This new year I’m starting out with a series of tributes to my favorite “girls rock” musical numbers from films with dynamic female leads.
This post is my salute to Diane Lane (Ellen Aim) and to one of the great bass thumping, energy boosting, heart-stirring numbers I love from the 80’s. (Giving credit where credit is due, those incredible vocals were performed by Holly Sherwood; another unsung, backup hero.)
Streets of Fire 1984
My emotional connection to this song has not diminished. It’s still as powerful and meaningful to me as when I first embraced it over 20 years ago. Penning this post was difficult but also cathartic. To write this piece from truth, I had to acknowledge my own struggle to reconcile the ideal with the real.
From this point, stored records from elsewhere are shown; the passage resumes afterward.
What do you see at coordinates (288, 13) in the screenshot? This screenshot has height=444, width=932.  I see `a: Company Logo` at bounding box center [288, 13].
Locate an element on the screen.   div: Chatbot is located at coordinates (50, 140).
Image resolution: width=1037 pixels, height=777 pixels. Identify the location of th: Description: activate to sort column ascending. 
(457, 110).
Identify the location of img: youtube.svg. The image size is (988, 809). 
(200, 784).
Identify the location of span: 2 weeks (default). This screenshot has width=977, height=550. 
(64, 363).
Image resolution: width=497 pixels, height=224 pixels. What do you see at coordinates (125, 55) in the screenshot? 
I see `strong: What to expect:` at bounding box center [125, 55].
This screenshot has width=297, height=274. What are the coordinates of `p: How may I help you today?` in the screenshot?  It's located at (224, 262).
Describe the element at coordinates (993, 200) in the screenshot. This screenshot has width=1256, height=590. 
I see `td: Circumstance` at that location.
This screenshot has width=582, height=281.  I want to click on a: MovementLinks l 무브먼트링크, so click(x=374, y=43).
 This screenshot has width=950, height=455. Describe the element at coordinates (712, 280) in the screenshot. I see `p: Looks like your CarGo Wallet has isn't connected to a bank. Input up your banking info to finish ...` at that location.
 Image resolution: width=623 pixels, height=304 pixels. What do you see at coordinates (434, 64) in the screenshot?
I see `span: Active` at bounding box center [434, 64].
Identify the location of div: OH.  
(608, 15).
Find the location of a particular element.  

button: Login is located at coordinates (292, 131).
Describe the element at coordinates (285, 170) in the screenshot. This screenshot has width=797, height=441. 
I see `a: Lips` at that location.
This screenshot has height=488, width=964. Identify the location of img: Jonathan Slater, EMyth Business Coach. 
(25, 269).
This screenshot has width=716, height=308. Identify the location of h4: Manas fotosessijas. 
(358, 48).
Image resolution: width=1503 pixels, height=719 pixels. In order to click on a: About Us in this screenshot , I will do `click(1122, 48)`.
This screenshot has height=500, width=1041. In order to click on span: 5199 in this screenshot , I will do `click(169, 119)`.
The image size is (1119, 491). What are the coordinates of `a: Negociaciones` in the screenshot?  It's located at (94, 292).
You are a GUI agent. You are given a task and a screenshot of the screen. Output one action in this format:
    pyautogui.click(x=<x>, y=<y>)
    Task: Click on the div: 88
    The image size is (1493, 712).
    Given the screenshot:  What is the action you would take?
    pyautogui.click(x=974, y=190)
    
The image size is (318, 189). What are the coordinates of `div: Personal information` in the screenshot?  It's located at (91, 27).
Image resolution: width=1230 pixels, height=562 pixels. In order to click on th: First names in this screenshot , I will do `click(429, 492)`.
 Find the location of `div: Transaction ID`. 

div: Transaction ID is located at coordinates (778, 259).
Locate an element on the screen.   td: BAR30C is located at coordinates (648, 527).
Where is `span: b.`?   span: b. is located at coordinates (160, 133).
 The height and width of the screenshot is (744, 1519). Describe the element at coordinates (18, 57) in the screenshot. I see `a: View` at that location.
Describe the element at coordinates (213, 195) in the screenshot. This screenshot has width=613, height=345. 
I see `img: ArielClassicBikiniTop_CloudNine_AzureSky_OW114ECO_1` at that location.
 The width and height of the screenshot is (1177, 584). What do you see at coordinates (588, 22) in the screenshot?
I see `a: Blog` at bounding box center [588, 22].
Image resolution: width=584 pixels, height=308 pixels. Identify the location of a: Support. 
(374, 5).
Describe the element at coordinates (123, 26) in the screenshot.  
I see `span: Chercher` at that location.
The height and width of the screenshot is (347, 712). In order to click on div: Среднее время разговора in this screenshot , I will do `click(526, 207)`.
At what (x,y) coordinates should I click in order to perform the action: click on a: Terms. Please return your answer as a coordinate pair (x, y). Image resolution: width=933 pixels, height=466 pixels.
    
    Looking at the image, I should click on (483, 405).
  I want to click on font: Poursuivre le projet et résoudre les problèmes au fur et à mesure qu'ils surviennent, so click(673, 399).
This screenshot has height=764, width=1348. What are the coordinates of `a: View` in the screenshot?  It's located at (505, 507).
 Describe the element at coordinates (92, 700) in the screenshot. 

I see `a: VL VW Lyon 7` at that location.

My vision of myself as the rebel, the dreamer and the one determined to not look back with regret.
“Tonight is What it Means to be Young” amplifies those feelings of that perfect love, staying true to one’s self, and the reality of having to let go.
This driving beat is palpable. It’s a CPR pumping of blood sent to both quicken and relieve the relentless pain Ellen Aim is feeling after losing the love of her life; the embodiment of her dream of an “angel.”
Rockin’ that hot red dress, she channels acceptance and remembrance of another time and another place of youth and the promise of love.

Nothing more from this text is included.